Smartphones and D

Jacob Carlborg doob at me.com
Mon Jan 31 07:32:37 PST 2011


On 2011-01-30 18:53, Daniel Gibson wrote:
> Am 30.01.2011 09:30, schrieb Gary Whatmore:
>> Jonathan M Davis Wrote:
>>
>>> On Sunday 30 January 2011 00:05:59 Gary Whatmore wrote:
>>>> jim_g Wrote:
>>>>> What I tried to say is, in my opinion, a language with only a half
>>>>> or a
>>>>> quarter of D's improvements over C++ would be more successful on
>>>>> smartphone/tablet platforms than yet another x86 oriented language, no
>>>>> matter how good. The killer feature is to be in the right place and
>>>>> the
>>>>> right time.
>>>>
>>>> That's clearly not true. D is a revolutionary new language. It's
>>>> supposed
>>>> to replace most of the mainstream language including C/C++, C#,
>>>> Objective
>>>> C, and Java. The scripting capabilities also make D a good
>>>> competitor for
>>>> the notorious Python, leading to several orders of magnitude better
>>>> performance than slow VM languages give. We have a Python fan
>>>> (bearphile)
>>>> in this mailing list who has several times shown how D outperforms
>>>> Python
>>>> (which probably is the fastest scripting language).
>>>>
>>>> D's main focus currently is 32-bit x86 servers and desktop
>>>> applications.
>>>> This is where the big market has traditionally been. Not everyone has
>>>> 64-bit hardware and I have my doubts about the size of the smartphone
>>>> markets. The modern iterators, streams, and XML processing in Phobos 2
>>>> help in these a lot. D is also fully open source which means it's a
>>>> perfect replacement for open source frameworks (Qt).
>>>
>>> I do think that it would be a definite boon to be able to create D
>>> programs for
>>> smart phones, but the overall focus of D development has been on the
>>> language
>>> itself and the standard libraries, not on making it work on additional
>>> platforms. That's a backend issue. It will likely be addressed at
>>> some point,
>>> but it's not a priority. There's just too much else to do.
>>>
>>> Not to mention, until some of the D GUI toolkits - such as QtD - are
>>> more
>>> mature, I'm not sure how feasible it would be to create smart phone
>>> applications
>>> anyway. GUI development is not one of D's strong suits at this point.
>>> It's being
>>> addressed, but it takes time.
>>
>> Another point worth noting is that these phones are really limited. It
>> doesn't make sense to run a garbage collected D in them. Mine has
>> 96x65 pixels according to Wikipedia. It likely has few kilobytes of
>> RAM. A simple hello world wouldn't fit in the ram. Would be much
>> better to replace Qt for desktop users with a GUI written in D.
>>
>> - G.W.
>
> Then it's not a smartphone, at least not a modern one.
> jim_g was talking about Android phones and iphones, which are pretty
> powerful and handle garbage collected languages just fine (android uses
> java..)

Objective-C on iOS doesn't use the GC. But I think Mono does.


**DESCRIPTION OF THE TASK**
In the records below, find each line holding the word "lends" and copy it.

**PROVIDED ENTRIES**
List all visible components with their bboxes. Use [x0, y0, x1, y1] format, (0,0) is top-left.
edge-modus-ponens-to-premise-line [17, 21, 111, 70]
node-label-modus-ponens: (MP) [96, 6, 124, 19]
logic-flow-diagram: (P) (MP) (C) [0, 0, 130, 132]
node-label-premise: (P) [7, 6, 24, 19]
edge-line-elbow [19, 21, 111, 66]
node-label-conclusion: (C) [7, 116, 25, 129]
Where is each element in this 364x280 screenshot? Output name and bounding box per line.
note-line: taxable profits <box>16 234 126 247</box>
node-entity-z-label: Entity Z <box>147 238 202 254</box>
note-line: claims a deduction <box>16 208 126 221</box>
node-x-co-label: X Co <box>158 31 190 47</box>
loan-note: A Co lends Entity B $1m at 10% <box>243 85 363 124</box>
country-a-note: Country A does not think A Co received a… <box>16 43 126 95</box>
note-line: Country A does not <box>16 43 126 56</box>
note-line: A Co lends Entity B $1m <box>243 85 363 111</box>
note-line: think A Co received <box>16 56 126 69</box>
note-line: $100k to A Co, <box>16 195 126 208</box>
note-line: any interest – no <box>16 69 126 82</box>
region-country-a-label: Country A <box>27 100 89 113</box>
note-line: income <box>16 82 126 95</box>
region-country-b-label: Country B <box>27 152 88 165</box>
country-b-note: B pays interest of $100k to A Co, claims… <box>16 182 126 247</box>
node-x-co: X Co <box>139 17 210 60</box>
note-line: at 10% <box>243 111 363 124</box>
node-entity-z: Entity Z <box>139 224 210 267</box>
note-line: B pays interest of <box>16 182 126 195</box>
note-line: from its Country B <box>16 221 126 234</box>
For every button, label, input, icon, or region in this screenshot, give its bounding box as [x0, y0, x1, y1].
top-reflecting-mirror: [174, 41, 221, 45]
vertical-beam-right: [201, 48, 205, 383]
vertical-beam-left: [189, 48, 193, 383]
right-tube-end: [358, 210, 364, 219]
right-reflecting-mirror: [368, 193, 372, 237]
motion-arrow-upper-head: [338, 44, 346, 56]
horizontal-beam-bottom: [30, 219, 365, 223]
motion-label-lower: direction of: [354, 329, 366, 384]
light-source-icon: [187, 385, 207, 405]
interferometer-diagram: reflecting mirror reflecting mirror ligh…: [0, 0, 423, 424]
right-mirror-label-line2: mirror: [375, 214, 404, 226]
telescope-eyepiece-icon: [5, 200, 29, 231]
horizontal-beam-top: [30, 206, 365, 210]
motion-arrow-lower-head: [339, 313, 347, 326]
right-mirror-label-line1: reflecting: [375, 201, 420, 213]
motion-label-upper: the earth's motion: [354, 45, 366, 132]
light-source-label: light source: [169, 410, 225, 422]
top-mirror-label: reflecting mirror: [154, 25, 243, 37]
==
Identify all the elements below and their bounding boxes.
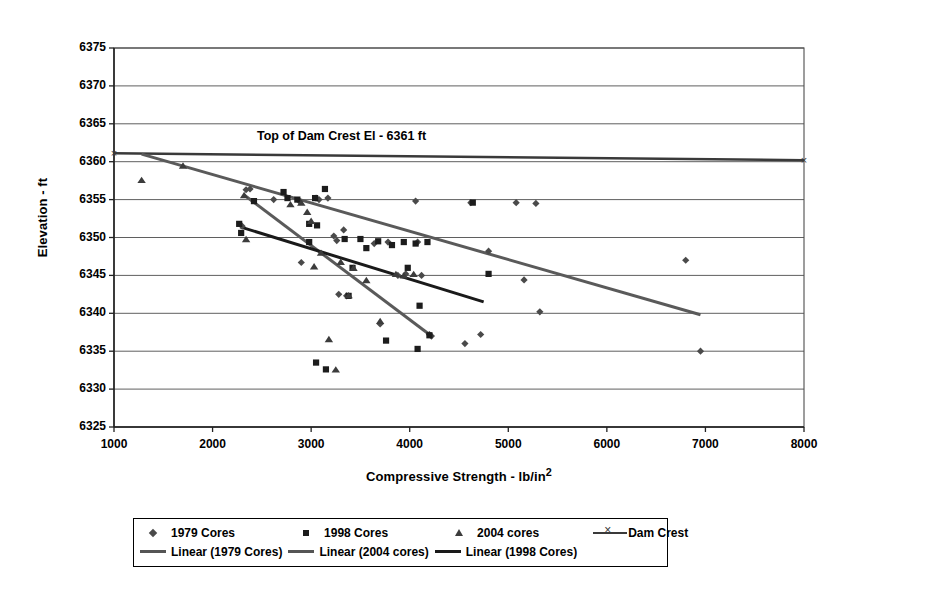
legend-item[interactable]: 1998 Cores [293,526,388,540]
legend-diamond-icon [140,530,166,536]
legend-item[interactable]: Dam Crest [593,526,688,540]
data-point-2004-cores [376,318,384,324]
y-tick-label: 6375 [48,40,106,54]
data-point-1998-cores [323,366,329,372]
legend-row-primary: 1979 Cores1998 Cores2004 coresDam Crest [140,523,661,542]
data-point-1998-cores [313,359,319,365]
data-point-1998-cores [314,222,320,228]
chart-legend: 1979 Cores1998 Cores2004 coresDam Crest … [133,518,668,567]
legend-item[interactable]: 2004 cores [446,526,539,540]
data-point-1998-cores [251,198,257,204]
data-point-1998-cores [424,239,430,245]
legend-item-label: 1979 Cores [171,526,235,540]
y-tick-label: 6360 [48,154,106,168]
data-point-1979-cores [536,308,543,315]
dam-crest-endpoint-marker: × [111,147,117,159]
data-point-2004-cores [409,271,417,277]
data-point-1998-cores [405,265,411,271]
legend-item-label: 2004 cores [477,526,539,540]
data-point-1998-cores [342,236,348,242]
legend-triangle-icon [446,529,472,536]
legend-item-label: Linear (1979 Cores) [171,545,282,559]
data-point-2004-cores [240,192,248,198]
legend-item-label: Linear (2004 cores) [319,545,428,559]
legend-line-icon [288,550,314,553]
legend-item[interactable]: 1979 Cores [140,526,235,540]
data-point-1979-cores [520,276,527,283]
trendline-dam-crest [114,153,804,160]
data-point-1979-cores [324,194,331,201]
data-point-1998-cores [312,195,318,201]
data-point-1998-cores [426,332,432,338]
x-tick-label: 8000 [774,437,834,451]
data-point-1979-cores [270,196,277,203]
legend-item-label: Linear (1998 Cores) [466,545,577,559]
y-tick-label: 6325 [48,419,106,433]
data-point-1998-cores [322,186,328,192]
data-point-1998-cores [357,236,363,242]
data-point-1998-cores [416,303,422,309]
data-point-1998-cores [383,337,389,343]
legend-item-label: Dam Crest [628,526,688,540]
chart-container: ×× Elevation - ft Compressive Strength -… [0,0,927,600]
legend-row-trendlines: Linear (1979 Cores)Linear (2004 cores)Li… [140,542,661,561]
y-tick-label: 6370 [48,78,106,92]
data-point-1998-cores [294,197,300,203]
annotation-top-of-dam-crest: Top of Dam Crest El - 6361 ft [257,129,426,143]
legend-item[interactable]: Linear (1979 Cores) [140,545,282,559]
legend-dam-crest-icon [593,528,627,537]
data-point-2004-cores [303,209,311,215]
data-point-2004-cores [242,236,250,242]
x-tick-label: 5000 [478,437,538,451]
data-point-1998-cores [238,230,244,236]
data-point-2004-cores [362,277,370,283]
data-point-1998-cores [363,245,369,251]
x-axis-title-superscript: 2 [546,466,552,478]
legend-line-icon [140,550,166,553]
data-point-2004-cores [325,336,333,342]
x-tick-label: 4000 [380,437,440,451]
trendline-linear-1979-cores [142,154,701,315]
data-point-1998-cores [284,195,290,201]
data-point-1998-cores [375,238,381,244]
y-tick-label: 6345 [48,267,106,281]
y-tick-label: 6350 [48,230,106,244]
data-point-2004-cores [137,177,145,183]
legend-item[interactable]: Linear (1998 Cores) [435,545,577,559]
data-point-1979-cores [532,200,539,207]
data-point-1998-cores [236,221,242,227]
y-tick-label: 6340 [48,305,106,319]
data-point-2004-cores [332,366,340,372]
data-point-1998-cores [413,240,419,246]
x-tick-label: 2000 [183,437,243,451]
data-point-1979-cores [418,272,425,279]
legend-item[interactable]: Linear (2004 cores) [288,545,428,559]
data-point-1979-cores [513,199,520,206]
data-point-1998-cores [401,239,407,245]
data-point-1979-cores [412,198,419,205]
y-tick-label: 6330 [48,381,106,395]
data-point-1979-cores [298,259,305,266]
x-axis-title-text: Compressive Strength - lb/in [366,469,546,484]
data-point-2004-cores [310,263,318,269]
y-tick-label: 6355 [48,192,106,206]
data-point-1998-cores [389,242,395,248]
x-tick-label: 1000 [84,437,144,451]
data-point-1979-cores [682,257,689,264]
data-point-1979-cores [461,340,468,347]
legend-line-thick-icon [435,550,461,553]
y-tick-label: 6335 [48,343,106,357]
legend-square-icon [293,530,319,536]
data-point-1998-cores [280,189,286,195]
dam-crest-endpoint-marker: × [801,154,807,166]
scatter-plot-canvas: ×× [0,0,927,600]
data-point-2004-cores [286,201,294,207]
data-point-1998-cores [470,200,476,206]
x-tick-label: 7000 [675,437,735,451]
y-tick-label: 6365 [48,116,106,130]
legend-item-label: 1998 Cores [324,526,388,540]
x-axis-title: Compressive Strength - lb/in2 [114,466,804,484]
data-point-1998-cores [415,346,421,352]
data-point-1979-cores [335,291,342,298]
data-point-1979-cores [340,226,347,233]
* * *
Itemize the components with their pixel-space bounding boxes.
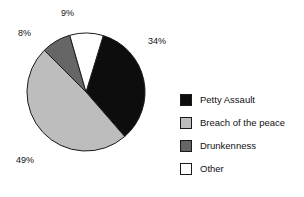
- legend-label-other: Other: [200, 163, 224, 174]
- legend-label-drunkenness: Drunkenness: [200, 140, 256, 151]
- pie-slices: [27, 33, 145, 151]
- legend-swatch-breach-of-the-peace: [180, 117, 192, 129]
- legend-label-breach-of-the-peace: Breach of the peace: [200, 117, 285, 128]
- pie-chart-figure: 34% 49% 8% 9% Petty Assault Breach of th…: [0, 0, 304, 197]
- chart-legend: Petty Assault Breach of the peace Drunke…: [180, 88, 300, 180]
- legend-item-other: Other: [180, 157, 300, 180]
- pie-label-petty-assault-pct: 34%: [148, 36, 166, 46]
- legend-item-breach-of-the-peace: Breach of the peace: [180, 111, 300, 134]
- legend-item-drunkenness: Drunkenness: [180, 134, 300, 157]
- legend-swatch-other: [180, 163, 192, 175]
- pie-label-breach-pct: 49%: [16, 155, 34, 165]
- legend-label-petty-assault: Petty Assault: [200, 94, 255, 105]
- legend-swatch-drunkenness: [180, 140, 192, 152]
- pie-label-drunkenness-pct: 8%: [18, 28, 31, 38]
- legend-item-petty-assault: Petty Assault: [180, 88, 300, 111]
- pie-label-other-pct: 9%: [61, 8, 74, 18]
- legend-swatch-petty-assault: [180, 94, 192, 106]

**TASK RESPONSE**
loan-note: A Co lends Entity B $1m at 10% <box>243 85 363 124</box>
note-line: A Co lends Entity B $1m <box>243 85 363 111</box>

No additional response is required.